THE GAME:Michigan State basketball stuns Crisler with 75-62 win over Wolverines to take Big Ten lead
‘Trying to go too fast’
Richardson provided the bulk of the offense in the early going. Fears had issues with not attacking or penetrating against Michigan’s zone defense. Holloman threw wild passes that led to points going back the other way for the Wolverines. Izzo felt his team played at too sped-up a pace that made his guards play recklessly and contributed to the giveaways, he felt, more so than U-M’s defense.
“We were trying to go too fast,” Izzo said. “We wanted to ‘be quick, but don’t hurry,’ as the saying goes, and we went quick and did hurry, and we turned the ball over. It was turnovers that did lead to touchdowns. Those are bad turnovers.”
Fears took ownership and started attacking the Wolverines’ zone north and south after Izzo got frustrated with his redshirt freshman floating around the perimeter and fanning out instead of attacking the basket. Holloman and Akins did the same. Then Holloman hit a heater in which he delivered a precise alley-oop for a Cooper dunk, followed by the long outlet pass to Richardson. Moments later, the junior guard drained three straight 3s to put MSU ahead by 12.
“Jase was scoring. He needed a little bit of help scoring,” said Holloman, who had 11 second-half points and finished with four assists. “They just ran a play for me, and I just got hot. In that, in that moment, I just had to make shots. And I did.”
Richardson shined start to finish, with 11 points in the first half and 10 in the second. The freshman topped 20 points for the third time since January, grabbing six rebounds and getting three of MSU’s six steals. And Akins, despite going just 4-for-14 — and 1-for-6 from 3-point range — provided a driving bankshot to set up Holloman’s hot streak, then finished off the Wolverines with two free throws and a steal and dunk in the final 50 seconds.
“I think early, offensively, I felt like I was the one kind of setting the pace for our offense,” Richardson said. “And then once we all started getting flowing, it started getting easy, started getting easier for everybody to find shots.”
Breaking down the Big Ten race
A third win in six days gave MSU a half-game lead atop the standings, over the Wolverines, who lost their first home game of the season. It also puts the Spartans in command of the conference with four games remaining, plus some time to breathe before traveling to No. 20 Maryland on Wednesday (6:30 p.m., Big Ten Network).

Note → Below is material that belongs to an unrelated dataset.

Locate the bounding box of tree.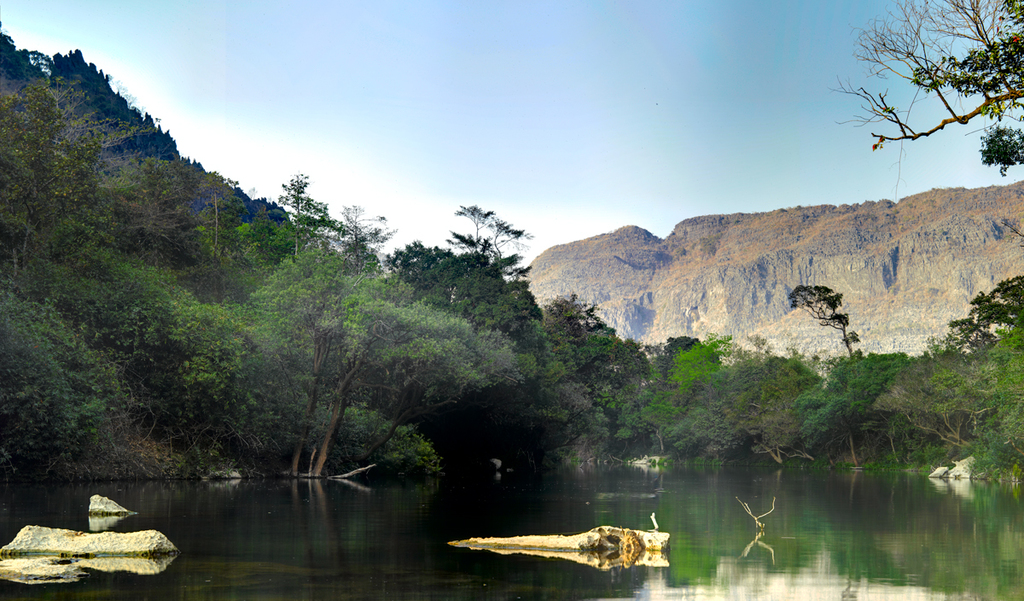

Izzo’s team still has to host sizzling No. 11 Wisconsin on March 2 and heads to Iowa on March 6. The Spartans host the Wolverines in both teams’ regular-season finale March 9.
Still, the Spartans are where they haven’t been in five years — in the driver’s seat for Izzo’s 11th regular-season title as March rapidly approaches.

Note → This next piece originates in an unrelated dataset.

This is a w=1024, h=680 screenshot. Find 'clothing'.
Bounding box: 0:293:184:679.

“It’s a super-huge win for us. We knew that coming in, that (the Wolverines) were gonna be the No. 1 team, and we had to come in and set the tone,” Richardson said. “This was really special for us, but there’s still four games left. A lot of a lot could happen in four games, so we gotta close it out 4-0 and hopefully get that title.”
Contact Chris Solari:[email protected]. Follow him @chrissolari.